Dataset entries
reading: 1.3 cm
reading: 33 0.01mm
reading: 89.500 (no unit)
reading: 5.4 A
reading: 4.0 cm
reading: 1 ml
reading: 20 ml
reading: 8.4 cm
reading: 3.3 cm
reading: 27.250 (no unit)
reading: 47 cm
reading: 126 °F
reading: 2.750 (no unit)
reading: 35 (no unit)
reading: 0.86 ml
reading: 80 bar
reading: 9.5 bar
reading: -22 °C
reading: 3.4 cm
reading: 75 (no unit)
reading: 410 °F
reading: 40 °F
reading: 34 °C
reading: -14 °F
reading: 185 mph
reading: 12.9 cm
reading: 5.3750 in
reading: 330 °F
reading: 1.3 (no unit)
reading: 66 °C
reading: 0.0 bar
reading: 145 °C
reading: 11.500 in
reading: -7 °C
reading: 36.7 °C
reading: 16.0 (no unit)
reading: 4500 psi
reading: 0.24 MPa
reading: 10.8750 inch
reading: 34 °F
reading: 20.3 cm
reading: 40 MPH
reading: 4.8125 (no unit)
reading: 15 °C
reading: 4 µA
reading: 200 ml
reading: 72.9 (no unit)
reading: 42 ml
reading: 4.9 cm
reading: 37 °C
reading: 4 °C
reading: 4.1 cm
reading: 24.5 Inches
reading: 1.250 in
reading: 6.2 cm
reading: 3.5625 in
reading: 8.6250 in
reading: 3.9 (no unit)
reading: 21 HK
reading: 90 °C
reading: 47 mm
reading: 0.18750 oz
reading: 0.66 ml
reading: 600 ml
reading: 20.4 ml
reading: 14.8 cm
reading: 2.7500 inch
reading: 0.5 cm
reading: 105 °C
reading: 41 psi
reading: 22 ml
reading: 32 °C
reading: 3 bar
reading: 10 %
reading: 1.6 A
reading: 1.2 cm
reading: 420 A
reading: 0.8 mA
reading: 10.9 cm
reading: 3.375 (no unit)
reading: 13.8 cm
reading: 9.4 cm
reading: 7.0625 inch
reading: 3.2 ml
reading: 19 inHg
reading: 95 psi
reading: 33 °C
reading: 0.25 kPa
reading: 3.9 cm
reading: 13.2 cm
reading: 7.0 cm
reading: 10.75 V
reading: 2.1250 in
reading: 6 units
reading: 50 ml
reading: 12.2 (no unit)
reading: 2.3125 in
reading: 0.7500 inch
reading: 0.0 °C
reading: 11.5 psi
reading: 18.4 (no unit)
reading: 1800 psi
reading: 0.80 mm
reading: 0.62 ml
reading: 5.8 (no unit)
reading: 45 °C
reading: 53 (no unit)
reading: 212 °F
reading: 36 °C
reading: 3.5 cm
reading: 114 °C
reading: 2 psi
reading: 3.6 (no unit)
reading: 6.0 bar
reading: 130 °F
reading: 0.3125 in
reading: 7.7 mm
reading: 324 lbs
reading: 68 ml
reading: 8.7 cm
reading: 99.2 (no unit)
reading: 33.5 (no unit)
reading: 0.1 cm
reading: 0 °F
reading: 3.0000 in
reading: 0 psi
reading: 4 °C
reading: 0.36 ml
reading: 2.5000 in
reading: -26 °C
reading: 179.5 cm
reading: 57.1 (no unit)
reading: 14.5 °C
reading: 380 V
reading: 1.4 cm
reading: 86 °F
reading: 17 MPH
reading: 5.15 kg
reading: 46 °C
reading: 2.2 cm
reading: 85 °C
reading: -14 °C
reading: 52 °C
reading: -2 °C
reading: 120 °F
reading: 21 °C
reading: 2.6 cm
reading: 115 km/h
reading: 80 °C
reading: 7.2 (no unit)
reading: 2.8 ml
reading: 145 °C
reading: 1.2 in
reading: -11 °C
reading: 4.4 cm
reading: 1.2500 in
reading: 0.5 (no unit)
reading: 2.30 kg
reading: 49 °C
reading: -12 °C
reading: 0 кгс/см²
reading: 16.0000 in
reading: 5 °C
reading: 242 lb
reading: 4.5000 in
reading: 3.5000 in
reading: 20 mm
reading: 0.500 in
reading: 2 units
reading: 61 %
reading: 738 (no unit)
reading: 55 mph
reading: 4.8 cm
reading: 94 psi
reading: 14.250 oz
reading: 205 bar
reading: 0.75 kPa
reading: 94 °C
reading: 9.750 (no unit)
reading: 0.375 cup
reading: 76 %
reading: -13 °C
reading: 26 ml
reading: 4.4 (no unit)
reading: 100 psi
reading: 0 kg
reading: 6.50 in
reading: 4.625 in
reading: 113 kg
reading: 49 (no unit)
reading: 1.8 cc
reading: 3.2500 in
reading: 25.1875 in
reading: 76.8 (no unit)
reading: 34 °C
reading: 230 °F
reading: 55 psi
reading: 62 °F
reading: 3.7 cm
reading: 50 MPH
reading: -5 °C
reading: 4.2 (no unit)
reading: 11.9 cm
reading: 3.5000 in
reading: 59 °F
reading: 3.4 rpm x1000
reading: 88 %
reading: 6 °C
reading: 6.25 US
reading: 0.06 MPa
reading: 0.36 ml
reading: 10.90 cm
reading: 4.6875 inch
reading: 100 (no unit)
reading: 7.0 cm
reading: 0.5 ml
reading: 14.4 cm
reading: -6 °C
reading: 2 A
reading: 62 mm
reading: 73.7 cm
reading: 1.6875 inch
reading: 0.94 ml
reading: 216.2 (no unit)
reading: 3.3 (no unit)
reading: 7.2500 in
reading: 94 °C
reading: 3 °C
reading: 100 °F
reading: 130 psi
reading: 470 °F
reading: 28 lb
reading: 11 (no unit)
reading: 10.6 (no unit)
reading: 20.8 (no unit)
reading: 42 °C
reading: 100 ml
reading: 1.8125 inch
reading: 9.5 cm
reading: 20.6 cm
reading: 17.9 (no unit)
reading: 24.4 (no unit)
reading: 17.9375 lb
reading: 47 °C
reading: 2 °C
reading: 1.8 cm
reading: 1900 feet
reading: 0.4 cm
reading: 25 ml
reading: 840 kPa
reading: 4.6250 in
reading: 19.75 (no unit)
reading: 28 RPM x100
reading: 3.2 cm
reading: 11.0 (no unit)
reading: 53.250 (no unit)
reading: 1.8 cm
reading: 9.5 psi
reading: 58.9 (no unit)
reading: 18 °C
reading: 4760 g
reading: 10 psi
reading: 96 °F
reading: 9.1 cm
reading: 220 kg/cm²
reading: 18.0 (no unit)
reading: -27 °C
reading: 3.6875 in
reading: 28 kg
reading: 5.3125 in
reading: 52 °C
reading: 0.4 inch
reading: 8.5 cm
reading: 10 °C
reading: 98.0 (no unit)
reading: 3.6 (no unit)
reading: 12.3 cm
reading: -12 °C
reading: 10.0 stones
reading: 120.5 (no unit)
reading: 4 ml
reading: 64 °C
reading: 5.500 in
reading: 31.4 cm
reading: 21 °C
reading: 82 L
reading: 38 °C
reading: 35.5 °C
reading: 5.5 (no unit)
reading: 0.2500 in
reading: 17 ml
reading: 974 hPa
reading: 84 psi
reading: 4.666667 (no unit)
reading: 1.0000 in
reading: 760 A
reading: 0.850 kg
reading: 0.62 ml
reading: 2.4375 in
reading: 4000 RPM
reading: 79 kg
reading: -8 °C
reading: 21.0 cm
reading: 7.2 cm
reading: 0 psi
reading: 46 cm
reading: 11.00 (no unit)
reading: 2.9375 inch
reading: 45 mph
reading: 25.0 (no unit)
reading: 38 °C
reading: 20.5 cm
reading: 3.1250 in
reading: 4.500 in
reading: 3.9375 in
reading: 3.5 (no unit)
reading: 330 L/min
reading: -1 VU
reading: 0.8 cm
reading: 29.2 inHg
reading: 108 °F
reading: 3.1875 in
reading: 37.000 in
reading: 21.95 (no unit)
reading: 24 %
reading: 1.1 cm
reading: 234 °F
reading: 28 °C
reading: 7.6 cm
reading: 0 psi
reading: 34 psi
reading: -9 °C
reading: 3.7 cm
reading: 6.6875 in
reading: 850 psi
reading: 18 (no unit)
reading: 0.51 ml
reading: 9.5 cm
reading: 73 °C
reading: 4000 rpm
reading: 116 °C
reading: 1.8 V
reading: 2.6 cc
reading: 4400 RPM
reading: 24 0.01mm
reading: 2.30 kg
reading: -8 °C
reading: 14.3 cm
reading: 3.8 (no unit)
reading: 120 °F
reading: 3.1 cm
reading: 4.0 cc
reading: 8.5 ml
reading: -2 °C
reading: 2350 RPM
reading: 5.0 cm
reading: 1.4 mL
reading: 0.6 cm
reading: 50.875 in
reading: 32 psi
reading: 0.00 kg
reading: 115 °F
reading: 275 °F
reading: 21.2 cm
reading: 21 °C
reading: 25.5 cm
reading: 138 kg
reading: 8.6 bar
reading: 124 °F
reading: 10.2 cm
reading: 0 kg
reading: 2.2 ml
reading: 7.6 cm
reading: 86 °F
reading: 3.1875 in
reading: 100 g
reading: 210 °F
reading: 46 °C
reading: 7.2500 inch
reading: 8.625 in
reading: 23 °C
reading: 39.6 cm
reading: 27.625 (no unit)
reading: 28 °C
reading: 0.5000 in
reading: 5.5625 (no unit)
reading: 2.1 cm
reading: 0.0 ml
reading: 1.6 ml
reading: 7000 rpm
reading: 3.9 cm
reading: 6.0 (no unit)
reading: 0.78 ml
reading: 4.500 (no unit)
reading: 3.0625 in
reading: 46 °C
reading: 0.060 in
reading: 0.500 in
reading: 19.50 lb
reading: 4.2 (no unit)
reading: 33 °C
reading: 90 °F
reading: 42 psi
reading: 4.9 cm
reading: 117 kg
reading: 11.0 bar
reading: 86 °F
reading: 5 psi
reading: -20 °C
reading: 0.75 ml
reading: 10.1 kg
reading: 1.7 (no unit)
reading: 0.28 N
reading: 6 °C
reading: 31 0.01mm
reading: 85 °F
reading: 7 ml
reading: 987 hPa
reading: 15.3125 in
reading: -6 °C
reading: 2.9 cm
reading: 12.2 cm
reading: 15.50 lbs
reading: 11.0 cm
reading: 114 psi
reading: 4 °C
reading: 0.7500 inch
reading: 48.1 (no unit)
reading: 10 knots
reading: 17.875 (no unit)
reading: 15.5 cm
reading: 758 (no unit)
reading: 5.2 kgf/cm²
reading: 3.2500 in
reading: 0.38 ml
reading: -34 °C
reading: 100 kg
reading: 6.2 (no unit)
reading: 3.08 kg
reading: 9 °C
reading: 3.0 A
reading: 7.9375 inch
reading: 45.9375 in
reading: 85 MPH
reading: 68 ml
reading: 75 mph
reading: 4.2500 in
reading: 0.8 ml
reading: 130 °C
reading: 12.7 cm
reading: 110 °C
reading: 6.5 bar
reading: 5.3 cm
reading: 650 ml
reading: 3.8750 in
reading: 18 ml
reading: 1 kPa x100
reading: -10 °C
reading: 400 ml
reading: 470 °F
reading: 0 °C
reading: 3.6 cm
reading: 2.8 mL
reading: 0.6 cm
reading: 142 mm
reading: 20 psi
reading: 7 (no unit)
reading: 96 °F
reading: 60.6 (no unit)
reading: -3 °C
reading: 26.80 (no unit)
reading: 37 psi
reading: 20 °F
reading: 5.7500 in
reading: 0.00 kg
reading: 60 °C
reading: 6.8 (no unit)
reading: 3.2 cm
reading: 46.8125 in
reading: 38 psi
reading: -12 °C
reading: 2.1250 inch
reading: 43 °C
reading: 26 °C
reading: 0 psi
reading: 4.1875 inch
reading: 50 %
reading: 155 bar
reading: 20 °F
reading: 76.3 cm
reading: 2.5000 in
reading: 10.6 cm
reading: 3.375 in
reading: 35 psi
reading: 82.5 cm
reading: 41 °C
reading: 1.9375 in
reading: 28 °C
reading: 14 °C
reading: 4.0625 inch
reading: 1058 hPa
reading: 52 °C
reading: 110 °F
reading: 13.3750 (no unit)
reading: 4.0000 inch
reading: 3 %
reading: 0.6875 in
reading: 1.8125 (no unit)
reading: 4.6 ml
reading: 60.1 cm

__Task instructions__: Copy only this part of the entries above: the line with "reading: 330 L/min", the line with "reading: 24 0.01mm", and the lines between, all exactly as written.

__Response to the task__:
reading: 330 L/min
reading: -1 VU
reading: 0.8 cm
reading: 29.2 inHg
reading: 108 °F
reading: 3.1875 in
reading: 37.000 in
reading: 21.95 (no unit)
reading: 24 %
reading: 1.1 cm
reading: 234 °F
reading: 28 °C
reading: 7.6 cm
reading: 0 psi
reading: 34 psi
reading: -9 °C
reading: 3.7 cm
reading: 6.6875 in
reading: 850 psi
reading: 18 (no unit)
reading: 0.51 ml
reading: 9.5 cm
reading: 73 °C
reading: 4000 rpm
reading: 116 °C
reading: 1.8 V
reading: 2.6 cc
reading: 4400 RPM
reading: 24 0.01mm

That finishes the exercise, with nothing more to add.